Kyeong-Min Ko received the B.S degree in electronic engineering from Inha University, Incheon, South Korea, in 2020.

He is currently pursuing the M.S degree in Electrical and Computer Engineering with Inha University.

His research interests include transmitter design for PAM4 signaling.

Taek-Joon An
../../Resources/ieie/JSTS.2021.21.2.166/au4.png

Taek-Joon An received the B.S and M.S degrees in Electrical Engi-neering from Inha University, Incheon, South Korea, in 2007 and 2014, respectively, where he is currently pursuing the Ph.D. degree in Electrical and Computer Engi-neering.

Jin-Ku Kang
../../Resources/ieie/JSTS.2021.21.2.166/au5.png

Jin-Ku Kang received the Ph.D. in electrical and computer engineering from North Carolina State University, Raleigh, NC, USA, in 1996.

From 1983 to 1988, he was with Samsung Electronics, Inc., Korea, where he was involved in memory design.

In 1988, he was with Texas Instrument in Korea.

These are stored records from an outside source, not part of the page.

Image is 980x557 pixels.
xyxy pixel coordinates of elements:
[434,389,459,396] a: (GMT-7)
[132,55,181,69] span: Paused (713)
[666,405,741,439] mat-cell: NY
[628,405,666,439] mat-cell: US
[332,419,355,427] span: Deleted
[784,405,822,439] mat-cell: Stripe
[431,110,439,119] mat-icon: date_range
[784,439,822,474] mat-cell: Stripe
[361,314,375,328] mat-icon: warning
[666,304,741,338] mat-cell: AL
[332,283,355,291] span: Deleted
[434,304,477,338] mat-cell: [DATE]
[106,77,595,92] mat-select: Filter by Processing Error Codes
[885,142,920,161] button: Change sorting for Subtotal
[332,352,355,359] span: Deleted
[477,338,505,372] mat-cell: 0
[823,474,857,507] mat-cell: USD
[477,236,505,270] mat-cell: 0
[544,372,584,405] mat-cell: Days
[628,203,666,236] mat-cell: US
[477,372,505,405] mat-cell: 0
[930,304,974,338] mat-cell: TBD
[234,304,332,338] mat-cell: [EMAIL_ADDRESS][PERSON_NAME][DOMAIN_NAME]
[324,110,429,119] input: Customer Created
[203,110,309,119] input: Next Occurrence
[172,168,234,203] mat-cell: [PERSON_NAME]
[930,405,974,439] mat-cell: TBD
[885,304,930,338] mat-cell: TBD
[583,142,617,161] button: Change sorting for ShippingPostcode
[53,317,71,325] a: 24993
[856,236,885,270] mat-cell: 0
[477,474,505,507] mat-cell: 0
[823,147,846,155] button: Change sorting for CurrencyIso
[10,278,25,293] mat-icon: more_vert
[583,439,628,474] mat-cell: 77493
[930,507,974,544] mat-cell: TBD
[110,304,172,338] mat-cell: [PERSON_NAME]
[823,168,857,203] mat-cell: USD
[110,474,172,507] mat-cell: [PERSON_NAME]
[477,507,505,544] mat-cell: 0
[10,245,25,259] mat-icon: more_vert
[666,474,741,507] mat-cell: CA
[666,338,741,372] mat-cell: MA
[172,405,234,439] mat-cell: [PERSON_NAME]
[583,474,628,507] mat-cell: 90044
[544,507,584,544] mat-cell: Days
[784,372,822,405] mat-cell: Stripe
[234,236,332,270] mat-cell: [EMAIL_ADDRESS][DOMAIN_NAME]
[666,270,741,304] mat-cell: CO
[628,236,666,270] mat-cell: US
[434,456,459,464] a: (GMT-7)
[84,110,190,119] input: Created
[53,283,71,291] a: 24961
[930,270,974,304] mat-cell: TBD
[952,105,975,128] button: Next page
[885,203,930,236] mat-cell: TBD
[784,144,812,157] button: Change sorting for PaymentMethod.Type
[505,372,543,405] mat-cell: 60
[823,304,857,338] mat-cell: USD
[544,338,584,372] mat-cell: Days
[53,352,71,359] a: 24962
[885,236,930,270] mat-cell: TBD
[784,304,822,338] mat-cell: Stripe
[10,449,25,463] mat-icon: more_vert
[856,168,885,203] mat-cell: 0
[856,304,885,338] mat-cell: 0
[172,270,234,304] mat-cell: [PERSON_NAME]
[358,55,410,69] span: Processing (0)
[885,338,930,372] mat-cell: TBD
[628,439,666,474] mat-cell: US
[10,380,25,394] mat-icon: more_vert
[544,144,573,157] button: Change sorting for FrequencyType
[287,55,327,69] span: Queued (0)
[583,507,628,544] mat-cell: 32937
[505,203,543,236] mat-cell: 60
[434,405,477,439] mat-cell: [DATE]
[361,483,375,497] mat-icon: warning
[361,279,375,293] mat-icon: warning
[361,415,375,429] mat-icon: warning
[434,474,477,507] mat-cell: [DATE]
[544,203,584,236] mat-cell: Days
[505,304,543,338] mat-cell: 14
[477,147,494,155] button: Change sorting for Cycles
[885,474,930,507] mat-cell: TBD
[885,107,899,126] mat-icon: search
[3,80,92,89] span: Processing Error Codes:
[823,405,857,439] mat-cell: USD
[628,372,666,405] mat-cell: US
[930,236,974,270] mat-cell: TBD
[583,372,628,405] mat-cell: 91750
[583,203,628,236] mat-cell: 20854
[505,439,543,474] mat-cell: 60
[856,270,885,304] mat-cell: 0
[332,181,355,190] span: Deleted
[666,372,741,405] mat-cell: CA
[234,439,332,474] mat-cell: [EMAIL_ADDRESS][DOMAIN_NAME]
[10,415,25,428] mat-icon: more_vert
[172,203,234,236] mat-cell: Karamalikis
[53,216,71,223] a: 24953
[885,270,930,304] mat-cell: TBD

From 1996 to 1997, he was with Intel Corp., Portland, OR, USA as a senior design engineer, where he was involved in high-speed I/O and timing circuits for processors.

Since 1997, he has been with Inha University, Department of Electronics Engineering, in Incheon, Korea.

His research interests include high-speed/low-power mixed-mode circuit design and prototyping with FPGA for high-speed serial interfaces.